Following the town hall meeting, on Tuesday, June 21, Aaron Smith, CEO of the National Cannabis Industry Association spoke with the Dana Point Times.
“It’s not necessarily for everybody, but cannabis is by far, by every objective measure, a safer substance than alcohol,” Smith said. “Some people prefer to have a glass of wine or two at the end of the night, some people prefer to have a vape or two of cannabis at the end of the night, and people should be able to make those decisions.”
“California voters clearly agreed with that, as do the vast majority of Americans across the country,” Smith continued.
Cannabis is already being consumed in Dana Point, Smith said, regardless of the ballot measure.
“The question is whether or not those who are consuming it are buying it from a business that’s local to the community or traveling across the city limits to purchase it elsewhere, where they’re paying taxes to another community,” Smith said.
Smith added that the National Cannabis Industry Association has seen this occur across the state of California, where cities lose tax revenue to neighboring cities that allow for cannabis retail. Additionally, there’s danger in people getting their cannabis from the “underground market,” in terms of products not being properly tested or labeled, Smith said.

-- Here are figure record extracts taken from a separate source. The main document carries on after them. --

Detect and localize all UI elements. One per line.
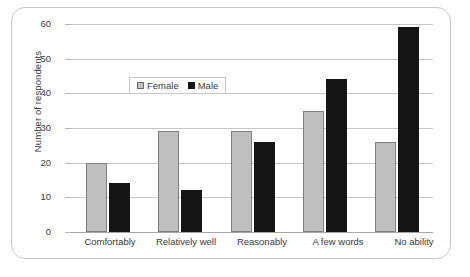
x-axis-tick-label: A few words	[300, 236, 376, 247]
y-axis-tick-mark	[65, 232, 71, 233]
bar-male-no-ability	[398, 27, 419, 232]
x-axis-line	[71, 232, 433, 233]
legend-swatch-female-icon	[137, 82, 144, 89]
legend-item-male: Male	[188, 80, 219, 91]
y-axis-tick-mark	[65, 24, 71, 25]
y-axis-tick-mark	[65, 128, 71, 129]
chart-legend: Female Male	[129, 77, 226, 94]
y-axis-tick-mark	[65, 93, 71, 94]
y-axis-tick-mark	[65, 197, 71, 198]
bar-male-a-few-words	[326, 79, 347, 232]
bar-female-a-few-words	[303, 111, 324, 232]
plot-area: 6050403020100	[62, 24, 433, 232]
bar-female-no-ability	[375, 142, 396, 232]
y-axis-tick-label: 60	[11, 18, 51, 29]
legend-label-female: Female	[147, 80, 179, 91]
bar-groups	[72, 24, 433, 232]
y-axis-tick-label: 0	[11, 226, 51, 237]
bar-group	[72, 24, 144, 232]
y-axis-tick-label: 50	[11, 53, 51, 64]
bar-female-relatively-well	[158, 131, 179, 232]
y-axis-tick-label: 10	[11, 191, 51, 202]
bar-group	[144, 24, 216, 232]
y-axis-tick-label: 40	[11, 87, 51, 98]
bar-male-comfortably	[109, 183, 130, 232]
chart-figure: Number of respondents 6050403020100 Comf…	[11, 7, 451, 259]
legend-swatch-male-icon	[188, 82, 195, 89]
y-axis-tick-label: 20	[11, 157, 51, 168]
bar-male-reasonably	[254, 142, 275, 232]
legend-label-male: Male	[198, 80, 219, 91]
bar-group	[289, 24, 361, 232]
y-axis-tick-mark	[65, 59, 71, 60]
legend-item-female: Female	[137, 80, 179, 91]
bar-female-reasonably	[231, 131, 252, 232]
x-axis-tick-label: Relatively well	[148, 236, 224, 247]
bar-group	[216, 24, 288, 232]
figure-caption	[12, 268, 458, 277]
x-axis-tick-label: No ability	[376, 236, 452, 247]
y-axis-tick-mark	[65, 163, 71, 164]
x-axis-tick-label: Reasonably	[224, 236, 300, 247]
bar-male-relatively-well	[181, 190, 202, 232]
bar-female-comfortably	[86, 163, 107, 232]
bar-group	[361, 24, 433, 232]
x-axis-tick-label: Comfortably	[72, 236, 148, 247]
x-axis-labels: ComfortablyRelatively wellReasonablyA fe…	[72, 236, 452, 247]
chart-plot-wrapper: Number of respondents 6050403020100 Comf…	[12, 8, 452, 260]
y-axis-tick-label: 30	[11, 122, 51, 133]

During the panel, Chipman argued that anyone over 18 with a medicinal marijuana card can sell the drug illicitly on the street and in schools.
In California, with the passage of Proposition 64, recreational use of marijuana is legal for people 21 years of age and older, and medicinal use of marijuana is legal for people 18 and older.
“If you’re an 18-year-old, you can get a card, you can order marijuana like you can order a pizza, just have it delivered,” Chipman said. “You can order it from 15 different stores that same afternoon and get 15 deliveries, and then now you’re the dealer for the neighborhood. You’re the dealer for the high school.”
Smith argued that underground sales of cannabis are happening because of lack of access to legal cannabis, adding that people prefer to purchase cannabis through a licensed facility. He further noted that it’s already a crime to deal marijuana to minors, and that passing the proposed ballot initiative wouldn’t change that.
“This initiative doesn’t make that legal,” Smith said. “It’s against the law under the current law and under any future law. … That shouldn’t happen. If somebody does that, they should be prosecuted. That’s not the intent of this law.”
The petition has until Aug. 12 to gather signatures from 10% of registered voters and receive verification by the Orange County Registrar of Voters to qualify for the upcoming General Election.